Questions: Outlier Detection and Statistical Methods
5 questions to test your understanding
Score: 0 / 5
Question 1 Multiple Choice
An analyst runs six replicates and notices one result doesn't match her expectations for the sample. She calculates a Dixon's Q statistic after seeing the data and finds it exceeds the critical value at 95% confidence. Is she justified in rejecting the outlier?
AYes — the statistical test confirms the value is anomalous, which is sufficient justification
BNo — rejection criteria must be established before data collection; post-hoc testing alone does not constitute a defensible procedure
CYes — any value exceeding the critical Q can always be removed regardless of when the test is applied
DNo — Dixon's Q is not a recognized test for outlier rejection in analytical chemistry
The statistical test itself is necessary but not sufficient. The key principle is that rejection criteria — which test, which confidence level, what documentation is required — must be specified in the method SOP *before* data are collected. Selecting a test after seeing which value looks suspicious introduces unconscious bias. The test tells you the value is statistically improbable; pre-specified criteria ensure the decision to reject is not influenced by whether the outlier fits your hypothesis.
Question 2 Multiple Choice
A laboratory is performing interlaboratory proficiency testing with 30+ participants, and suspects that several labs may have produced anomalous results. Which outlier detection approach is most appropriate?
ADixon's Q-test, because it is the simplest to calculate
BGrubbs' test, because it works best for any dataset regardless of contamination
CRobust methods (e.g., median absolute deviation), because they resist the influence of multiple outliers on the reference statistics
Dz-score analysis using the dataset mean and standard deviation
When multiple outliers may be present, standard methods like Grubbs' test and z-scores are compromised because they use the mean and standard deviation — statistics that are themselves inflated by the very outliers you are trying to detect. Robust methods like MAD replace these with statistics resistant to extreme values. Dixon's Q is only appropriate for small datasets (n ≤ 25) with a single suspect value.
Question 3 True / False
A statistically identified outlier should generally be excluded from the reported result, since its improbability under the assumed distribution proves it is erroneous.
TTrue
FFalse
Answer: False
Statistical improbability is not the same as being erroneous. An outlier may reflect a genuine extreme variation in the sample, an unknown interference, or a real phenomenon worth investigating. The statistical test provides grounds for exclusion from the *reported* result (with documentation), but the cause must also be investigated. A value from a genuine rare event should be noted, not silently discarded. The test justifies removal; only a laboratory investigation can determine whether the cause represents a systemic problem.
Question 4 True / False
Pre-specifying outlier rejection criteria in a method SOP before any data are collected is a defensible practice requirement, not just a procedural formality.
TTrue
FFalse
Answer: True
This is the central principle of defensible outlier treatment. Specifying criteria in advance prevents the most common form of inadvertent data manipulation: choosing a test, confidence level, or threshold after seeing which value would be eliminated. Regulatory authorities (GLP, FDA, ISO 17025) require documented, pre-specified criteria precisely because post-hoc decisions — even well-intentioned ones — cannot be distinguished from selective data removal.
Question 5 Short Answer
Why is it insufficient to simply run a statistical outlier test when a suspicious measurement appears? What additional step is required, and why does it matter?
Think about your answer, then reveal below.
Model answer: A statistical test establishes that the value is improbable under the assumed distribution, but it cannot reveal the cause. The required additional step is a laboratory investigation to determine whether the outlier resulted from an identifiable error (spill, air bubble, calculation mistake, instrument malfunction) or genuine sample variation. This matters because identifying the cause prevents recurrence of systemic problems. Rejecting an outlier without investigation treats a symptom while leaving the underlying problem intact.
The distinction between 'statistically anomalous' and 'causally explained' is critical. If you find air bubbles in the pipette explain the outlier, you can fix the technique. If no cause is found, the value may need to be retained or flagged rather than removed. The goal of outlier detection is data integrity — not data convenience — and investigation is what separates legitimate rejection from rationalized exclusion.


Your task is to copy every line below that contains the word "count".
:: Records supplied
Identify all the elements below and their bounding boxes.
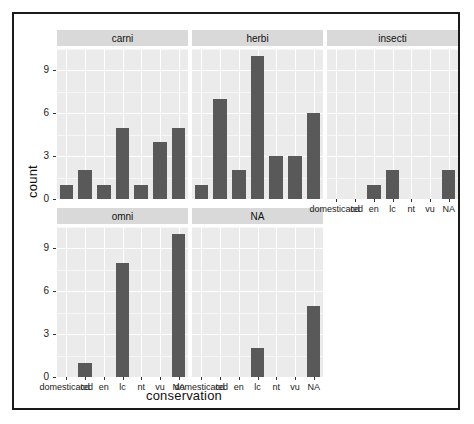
x-axis-tick-label: nt xyxy=(272,382,280,392)
x-axis-tick-label: lc xyxy=(389,204,396,214)
bar xyxy=(307,113,320,199)
bar xyxy=(134,185,147,199)
bar-series xyxy=(192,49,323,199)
bar xyxy=(195,185,208,199)
plot-frame: count conservation carniherbiinsectiomni… xyxy=(12,12,460,410)
x-axis-tick-mark xyxy=(374,199,375,202)
x-axis-tick-marks xyxy=(57,377,188,381)
y-axis-tick-mark xyxy=(53,291,56,292)
bar xyxy=(78,170,91,199)
x-axis-tick-mark xyxy=(314,377,315,380)
x-axis-tick-label: NA xyxy=(442,204,455,214)
x-axis-tick-label: NA xyxy=(307,382,320,392)
bar xyxy=(269,156,282,199)
bar-series xyxy=(57,227,188,377)
x-axis-tick-label: en xyxy=(369,204,379,214)
x-axis-tick-label: nt xyxy=(137,382,145,392)
plot-panel xyxy=(57,227,188,377)
x-axis-tick-labels: domesticatedcdenlcntvuNA xyxy=(192,382,323,394)
y-axis-tick-mark xyxy=(53,334,56,335)
x-axis-tick-label: vu xyxy=(425,204,435,214)
y-axis-tick-label: 6 xyxy=(33,107,49,118)
bar xyxy=(232,170,245,199)
y-axis-tick-label: 9 xyxy=(33,242,49,253)
facet-panel-insecti: insecti xyxy=(327,30,458,199)
x-axis-tick-mark xyxy=(85,377,86,380)
facet-panel-carni: carni xyxy=(57,30,188,199)
x-axis-tick-label: cd xyxy=(80,382,90,392)
x-axis-tick-mark xyxy=(220,377,221,380)
bar xyxy=(116,263,129,377)
bar xyxy=(386,170,399,199)
y-axis-tick-label: 6 xyxy=(33,285,49,296)
x-axis-tick-mark xyxy=(160,377,161,380)
plot-panel xyxy=(192,227,323,377)
x-axis-tick-label: en xyxy=(99,382,109,392)
x-axis-tick-label: vu xyxy=(290,382,300,392)
facet-strip-label: omni xyxy=(57,208,188,224)
x-axis-tick-mark xyxy=(276,377,277,380)
x-axis-tick-mark xyxy=(104,377,105,380)
x-axis-tick-label: vu xyxy=(155,382,165,392)
y-axis-tick-label: 0 xyxy=(33,193,49,204)
plot-panel xyxy=(57,49,188,199)
y-axis-tick-mark xyxy=(53,248,56,249)
x-axis-tick-mark xyxy=(123,377,124,380)
y-axis-tick-label: 9 xyxy=(33,64,49,75)
x-axis-tick-label: lc xyxy=(119,382,126,392)
bar xyxy=(172,128,185,199)
plot-panel xyxy=(192,49,323,199)
y-axis-tick-label: 3 xyxy=(33,150,49,161)
y-axis-tick-mark xyxy=(53,377,56,378)
bar-series xyxy=(327,49,458,199)
facet-panel-omni: omni xyxy=(57,208,188,377)
x-axis-tick-mark xyxy=(66,377,67,380)
y-axis-tick-mark xyxy=(53,156,56,157)
x-axis-tick-mark xyxy=(141,377,142,380)
x-axis-tick-mark xyxy=(258,377,259,380)
bar-series xyxy=(192,227,323,377)
x-axis-tick-label: en xyxy=(234,382,244,392)
x-axis-tick-label: cd xyxy=(215,382,225,392)
bar xyxy=(442,170,455,199)
bar xyxy=(307,306,320,377)
x-axis-tick-label: cd xyxy=(350,204,360,214)
x-axis-tick-mark xyxy=(201,377,202,380)
bar xyxy=(172,234,185,377)
bar-series xyxy=(57,49,188,199)
y-axis-tick-label: 3 xyxy=(33,328,49,339)
bar xyxy=(213,99,226,199)
x-axis-tick-label: lc xyxy=(254,382,261,392)
bar xyxy=(78,363,91,377)
x-axis-tick-mark xyxy=(430,199,431,202)
bar xyxy=(367,185,380,199)
x-axis-tick-marks xyxy=(327,199,458,203)
x-axis-tick-marks xyxy=(192,377,323,381)
y-axis-tick-label: 0 xyxy=(33,371,49,382)
bar xyxy=(288,156,301,199)
x-axis-tick-mark xyxy=(179,377,180,380)
plot-panel xyxy=(327,49,458,199)
bar xyxy=(97,185,110,199)
facet-strip-label: NA xyxy=(192,208,323,224)
x-axis-tick-mark xyxy=(295,377,296,380)
plot-area: count conservation carniherbiinsectiomni… xyxy=(14,14,458,408)
x-axis-tick-labels: domesticatedcdenlcntvuNA xyxy=(57,382,188,394)
y-axis-tick-mark xyxy=(53,199,56,200)
bar xyxy=(153,142,166,199)
x-axis-tick-mark xyxy=(239,377,240,380)
x-axis-tick-mark xyxy=(411,199,412,202)
bar xyxy=(60,185,73,199)
x-axis-tick-label: nt xyxy=(407,204,415,214)
x-axis-tick-mark xyxy=(336,199,337,202)
x-axis-tick-mark xyxy=(355,199,356,202)
facet-strip-label: insecti xyxy=(327,30,458,46)
bar xyxy=(251,56,264,199)
y-axis-tick-mark xyxy=(53,113,56,114)
y-axis-tick-mark xyxy=(53,70,56,71)
x-axis-tick-mark xyxy=(449,199,450,202)
facet-strip-label: carni xyxy=(57,30,188,46)
facet-panel-na: NA xyxy=(192,208,323,377)
x-axis-tick-mark xyxy=(393,199,394,202)
bar xyxy=(116,128,129,199)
::::
Exercise output:
plot-frame: count conservation carniherbiinsectiomni… xyxy=(12,12,460,410)
plot-area: count conservation carniherbiinsectiomni… xyxy=(14,14,458,408)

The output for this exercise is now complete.